Nigel Kukard wrote:

>  > Have I missed something obvious here ?
>>  In this case, the message matches four policies :
>>  DEBUG: END RESULT: prio=0 => policy ids: 1
>>  DEBUG: END RESULT: prio=50 => policy ids: 6
>>  DEBUG: END RESULT: prio=55 => policy ids: 9
>>  DEBUG: END RESULT: prio=60 => policy ids: 7
>>
>>  All four policies have a quota defined against them, therefore as I
>>  understand it, only the quota defined for policy 7 should be applied.
>>  
>
>No ... they all will be if they have quotas set for each of them, the
>first to match will trigger the action (defer more than likely).
>
>>  Eg, policy 9 quotas should only apply if policy 7 doesn't have a
>>  quota defined, and policy 6 quota should only apply if policies 7 AND
>>  9 do not have quotas defined, and so on.
>>  
>
>Urmm .... all quotas applied to all policies matched will be checked in
>order, then updated, then checked for exceeding of the quota.

It's significantly different to other tests (eg greylisting) - and 
(to me at least) it's very counter-intuitive. Logically, the whole 
point of having priorities is to allow refinement - ie you have a 
default <something>, <something> for a smaller subset, <something> 
for an even smaller subset, etc.

If all quotas for all matched policies are applied, then that means 
I've got to redefine all my policies to make then mutually exclusive. 
That's going to complicate things - but I think it can be done.

My policies are :
1 Default           0  source = any
6 SASL Users       50  source = $*
9 SASL high volume 55  source = %hi-vol-sasl
7 Int & SASL       60  source = %FI_Network,$*
8 Local mail       90  source = %internal_ips

In general (for sending mail), most customers should be using policy 
6, those with higher throughput requirements use policy 9, and 
machines on our own network use policy 7.
Locally generated mail should use policy 8
Inbound mail will use the default policy 1

What you are saying then is I'll need to modify them like this :
1 Inbound           0  source = !$*,!%internal_ips
6 SASL Users       50  source = $*,!%hi-vol-sasl,!%FI_Network
9 SASL high volume 55  source = %hi-vol-sasl
7 Int & SASL       60  source = %FI_Network,$*,!%hi-vol-sasl
8 Local mail       90  source = %internal_ips

I believe that should make them mutually exclusive. Nothing matching 
%internal_ips will be using SASL. In all cases, destination=all.

Do those look right ?

-- 
Simon Hobson

Visit http://www.magpiesnestpublishing.co.uk/ for books by acclaimed
author Gladys Hobson. Novels - poetry - short stories - ideal as
Christmas stocking fillers. Some available as e-books.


> Task prompt: Going line by line through the records below, count those containing the word "Management", then give only the count.

··· Dataset entries ···

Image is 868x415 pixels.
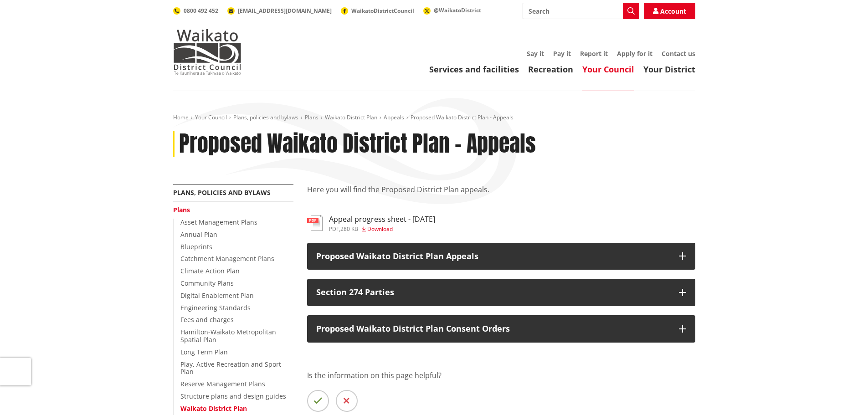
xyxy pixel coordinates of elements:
a: Recreation [528,64,574,75]
img: Waikato District Council - Te Kaunihera aa Takiwaa o Waikato [173,29,241,75]
a: Services and facilities [429,64,519,75]
a: Long Term Plan [180,347,228,356]
a: WaikatoDistrictCouncil [341,7,414,15]
nav: breadcrumb [173,114,695,122]
a: Digital Enablement Plan [180,291,254,300]
span: Download [367,225,393,233]
a: Play, Active Recreation and Sport Plan [180,360,281,376]
span: @WaikatoDistrict [434,6,481,14]
a: Structure plans and design guides [180,392,286,400]
a: Asset Management Plans [180,218,257,227]
a: 0800 492 452 [173,7,218,15]
a: Annual Plan [180,230,217,239]
a: Waikato District Plan [325,114,377,121]
a: Say it [527,49,544,58]
span: pdf [329,225,339,233]
button: Section 274 Parties [307,279,695,306]
span: 0800 492 452 [184,7,218,15]
div: , [329,227,435,232]
a: Plans [173,205,190,214]
a: Engineering Standards [180,303,251,312]
a: Report it [580,49,608,58]
button: Proposed Waikato District Plan Appeals [307,243,695,270]
a: Pay it [553,49,571,58]
a: Your Council [195,114,227,121]
p: Here you will find the Proposed District Plan appeals. [307,184,695,206]
a: Waikato District Plan [180,404,247,413]
a: Plans [305,114,319,121]
a: Account [644,3,695,19]
a: Plans, policies and bylaws [233,114,299,121]
span: WaikatoDistrictCouncil [352,7,414,15]
a: Plans, policies and bylaws [173,188,271,197]
span: 280 KB [340,225,358,233]
a: Climate Action Plan [180,267,240,275]
a: Blueprints [180,243,213,251]
a: Hamilton-Waikato Metropolitan Spatial Plan [180,327,276,344]
a: Your Council [582,64,634,75]
a: Appeals [384,114,404,121]
p: Section 274 Parties [316,288,670,297]
a: Apply for it [617,49,652,58]
span: Proposed Waikato District Plan - Appeals [410,114,513,121]
input: Search input [523,3,640,19]
p: Proposed Waikato District Plan Consent Orders [316,324,670,333]
a: Reserve Management Plans [180,380,265,388]
p: Proposed Waikato District Plan Appeals [316,252,670,261]
a: Your District [644,64,695,75]
a: Community Plans [180,279,234,287]
button: Proposed Waikato District Plan Consent Orders [307,316,695,343]
a: Catchment Management Plans [180,254,274,263]
span: [EMAIL_ADDRESS][DOMAIN_NAME] [238,7,332,15]
img: document-pdf.svg [307,215,323,231]
a: Fees and charges [180,316,234,324]
h1: Proposed Waikato District Plan - Appeals [179,131,536,157]
a: Appeal progress sheet - [DATE] pdf,280 KB Download [307,215,435,231]
a: @WaikatoDistrict [423,6,481,14]
a: Home [173,114,188,121]
a: [EMAIL_ADDRESS][DOMAIN_NAME] [227,7,332,15]
h3: Appeal progress sheet - [DATE] [329,215,435,224]
a: Contact us [662,49,695,58]
p: Is the information on this page helpful? [307,370,695,381]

···

> Answer for this exercise: 3